Noteworthy, many of the misclassifications depicted above are associated with P(y = Dog) \approx 0.50, at with uncertainty is maximum. We could take advantage of this and introduce a ‘grey zone’ in the prediction, for instance, by predicting dogs with P(y = Dog) \geqslant 0.75 and cats with P(y = Dog) \leqslant 0.25 , while dismissing all other cases. Again, something worth covering in a future tutorial.

I was really curious to test this CNN with my own two pets, Pitti & Platsch, so I decided to give it a go.

drawing-e1531153149563.png
The half-sibs Princess Pitti (left) and Prince Platsch (right).

I simply transformed their pictures above and ran predict_classes and predict_proba to determine the two predictions and associated probabilities, respectively. For my relief, the model identified both my pets as cats with relatively high certainty.

pittiplutsch

Wrap-up

I hope you gained a basic understanding of CNNs and how to implement them using the Keras R interface in virtually any machine. I think this was a fun experiment that yielded a fairly good CNN model, being able to distinguish cats and dogs approximatelly 75% of the time, considering our frugal input setup.

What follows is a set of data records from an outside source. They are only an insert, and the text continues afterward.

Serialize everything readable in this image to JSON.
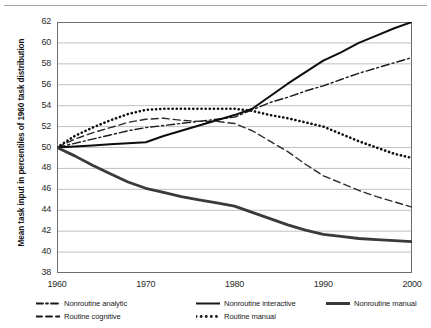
{
  "chart_data": {
    "type": "line",
    "title": "",
    "xlabel": "",
    "ylabel": "Mean task input in percentiles of 1960 task distribution",
    "x": [
      1960,
      1970,
      1980,
      1990,
      2000
    ],
    "xticks": [
      "1960",
      "1970",
      "1980",
      "1990",
      "2000"
    ],
    "yticks": [
      "38",
      "40",
      "42",
      "44",
      "46",
      "48",
      "50",
      "52",
      "54",
      "56",
      "58",
      "60",
      "62"
    ],
    "xlim": [
      1960,
      2000
    ],
    "ylim": [
      38,
      62
    ],
    "grid": "horizontal",
    "legend_position": "below",
    "series": [
      {
        "name": "Nonroutine analytic",
        "style": "dash-dot",
        "color": "#1a1a1a",
        "width": 1.4,
        "values": [
          50.0,
          51.9,
          52.9,
          55.9,
          58.6
        ],
        "points": [
          [
            1960,
            50.0
          ],
          [
            1962,
            50.4
          ],
          [
            1964,
            50.8
          ],
          [
            1966,
            51.2
          ],
          [
            1968,
            51.6
          ],
          [
            1970,
            51.9
          ],
          [
            1972,
            52.1
          ],
          [
            1974,
            52.3
          ],
          [
            1976,
            52.5
          ],
          [
            1978,
            52.7
          ],
          [
            1980,
            52.9
          ],
          [
            1982,
            53.6
          ],
          [
            1984,
            54.3
          ],
          [
            1986,
            54.8
          ],
          [
            1988,
            55.4
          ],
          [
            1990,
            55.9
          ],
          [
            1992,
            56.5
          ],
          [
            1994,
            57.1
          ],
          [
            1996,
            57.6
          ],
          [
            1998,
            58.1
          ],
          [
            2000,
            58.6
          ]
        ]
      },
      {
        "name": "Routine cognitive",
        "style": "dashed",
        "color": "#2b2b2b",
        "width": 1.4,
        "values": [
          50.0,
          52.7,
          52.3,
          47.3,
          44.3
        ],
        "points": [
          [
            1960,
            50.0
          ],
          [
            1962,
            50.8
          ],
          [
            1964,
            51.4
          ],
          [
            1966,
            51.9
          ],
          [
            1968,
            52.4
          ],
          [
            1970,
            52.7
          ],
          [
            1972,
            52.8
          ],
          [
            1974,
            52.6
          ],
          [
            1976,
            52.5
          ],
          [
            1978,
            52.5
          ],
          [
            1980,
            52.3
          ],
          [
            1982,
            51.6
          ],
          [
            1984,
            50.6
          ],
          [
            1986,
            49.6
          ],
          [
            1988,
            48.4
          ],
          [
            1990,
            47.3
          ],
          [
            1992,
            46.6
          ],
          [
            1994,
            45.9
          ],
          [
            1996,
            45.3
          ],
          [
            1998,
            44.8
          ],
          [
            2000,
            44.3
          ]
        ]
      },
      {
        "name": "Nonroutine interactive",
        "style": "solid",
        "color": "#0d0d0d",
        "width": 2.0,
        "values": [
          50.0,
          50.5,
          53.1,
          58.3,
          62.0
        ],
        "points": [
          [
            1960,
            50.0
          ],
          [
            1962,
            50.1
          ],
          [
            1964,
            50.2
          ],
          [
            1966,
            50.3
          ],
          [
            1968,
            50.4
          ],
          [
            1970,
            50.5
          ],
          [
            1972,
            51.1
          ],
          [
            1974,
            51.6
          ],
          [
            1976,
            52.1
          ],
          [
            1978,
            52.6
          ],
          [
            1980,
            53.1
          ],
          [
            1982,
            53.7
          ],
          [
            1984,
            54.9
          ],
          [
            1986,
            56.1
          ],
          [
            1988,
            57.2
          ],
          [
            1990,
            58.3
          ],
          [
            1992,
            59.1
          ],
          [
            1994,
            60.0
          ],
          [
            1996,
            60.7
          ],
          [
            1998,
            61.4
          ],
          [
            2000,
            62.0
          ]
        ]
      },
      {
        "name": "Routine manual",
        "style": "dotted",
        "color": "#0d0d0d",
        "width": 2.6,
        "values": [
          50.0,
          53.6,
          53.7,
          52.0,
          49.0
        ],
        "points": [
          [
            1960,
            50.0
          ],
          [
            1962,
            51.1
          ],
          [
            1964,
            51.9
          ],
          [
            1966,
            52.6
          ],
          [
            1968,
            53.2
          ],
          [
            1970,
            53.6
          ],
          [
            1972,
            53.7
          ],
          [
            1974,
            53.7
          ],
          [
            1976,
            53.7
          ],
          [
            1978,
            53.7
          ],
          [
            1980,
            53.7
          ],
          [
            1982,
            53.5
          ],
          [
            1984,
            53.1
          ],
          [
            1986,
            52.8
          ],
          [
            1988,
            52.4
          ],
          [
            1990,
            52.0
          ],
          [
            1992,
            51.3
          ],
          [
            1994,
            50.6
          ],
          [
            1996,
            50.0
          ],
          [
            1998,
            49.4
          ],
          [
            2000,
            49.0
          ]
        ]
      },
      {
        "name": "Nonroutine manual",
        "style": "solid",
        "color": "#3a3a3a",
        "width": 2.8,
        "values": [
          50.0,
          46.1,
          44.4,
          41.7,
          41.0
        ],
        "points": [
          [
            1960,
            50.0
          ],
          [
            1962,
            49.2
          ],
          [
            1964,
            48.3
          ],
          [
            1966,
            47.5
          ],
          [
            1968,
            46.7
          ],
          [
            1970,
            46.1
          ],
          [
            1972,
            45.7
          ],
          [
            1974,
            45.3
          ],
          [
            1976,
            45.0
          ],
          [
            1978,
            44.7
          ],
          [
            1980,
            44.4
          ],
          [
            1982,
            43.8
          ],
          [
            1984,
            43.2
          ],
          [
            1986,
            42.6
          ],
          [
            1988,
            42.1
          ],
          [
            1990,
            41.7
          ],
          [
            1992,
            41.5
          ],
          [
            1994,
            41.3
          ],
          [
            1996,
            41.2
          ],
          [
            1998,
            41.1
          ],
          [
            2000,
            41.0
          ]
        ]
      }
    ]
  },
  "legend": {
    "items": [
      {
        "label": "Nonroutine analytic",
        "style": "dash-dot",
        "row": 0,
        "col": 0
      },
      {
        "label": "Nonroutine interactive",
        "style": "solid",
        "row": 0,
        "col": 1
      },
      {
        "label": "Nonroutine manual",
        "style": "thick",
        "row": 0,
        "col": 2
      },
      {
        "label": "Routine cognitive",
        "style": "dashed",
        "row": 1,
        "col": 0
      },
      {
        "label": "Routine manual",
        "style": "dotted",
        "row": 1,
        "col": 1
      }
    ]
  },
  "axes": {
    "y_title": "Mean task input in percentiles of 1960 task distribution"
  },
  "colors": {
    "grid": "#b0b0b0",
    "axis": "#6e6e6e",
    "text": "#1a1a1a"
  }
}
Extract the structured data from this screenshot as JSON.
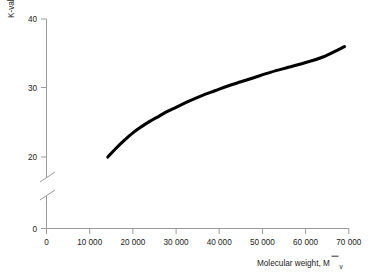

We could still set the bar higher. We could try boosting the validation accuracy using inputs larger than 50 x 50 px, RGB color channels (in which case the model inputs would be 4D tensors of shape 25000 x 50 x 50 x 3) and more elaborate architectures. I am afraid, however, that a substantial improvement will require some good specs.

The Keras R interface can be intimidating for new users, but it is certainly a good starting point for the emerging deep learning enthusiasts, myself included.

Finally, I am earnestly counting on your feedback for improvements, specially concerning clarity and any non-sense I might have written. Please, comment below or contact me directly. I also want to thank my beloved Isabel for reviewing my longest post ever.

Now, if you will excuse me, I have to feed and clean after my masters.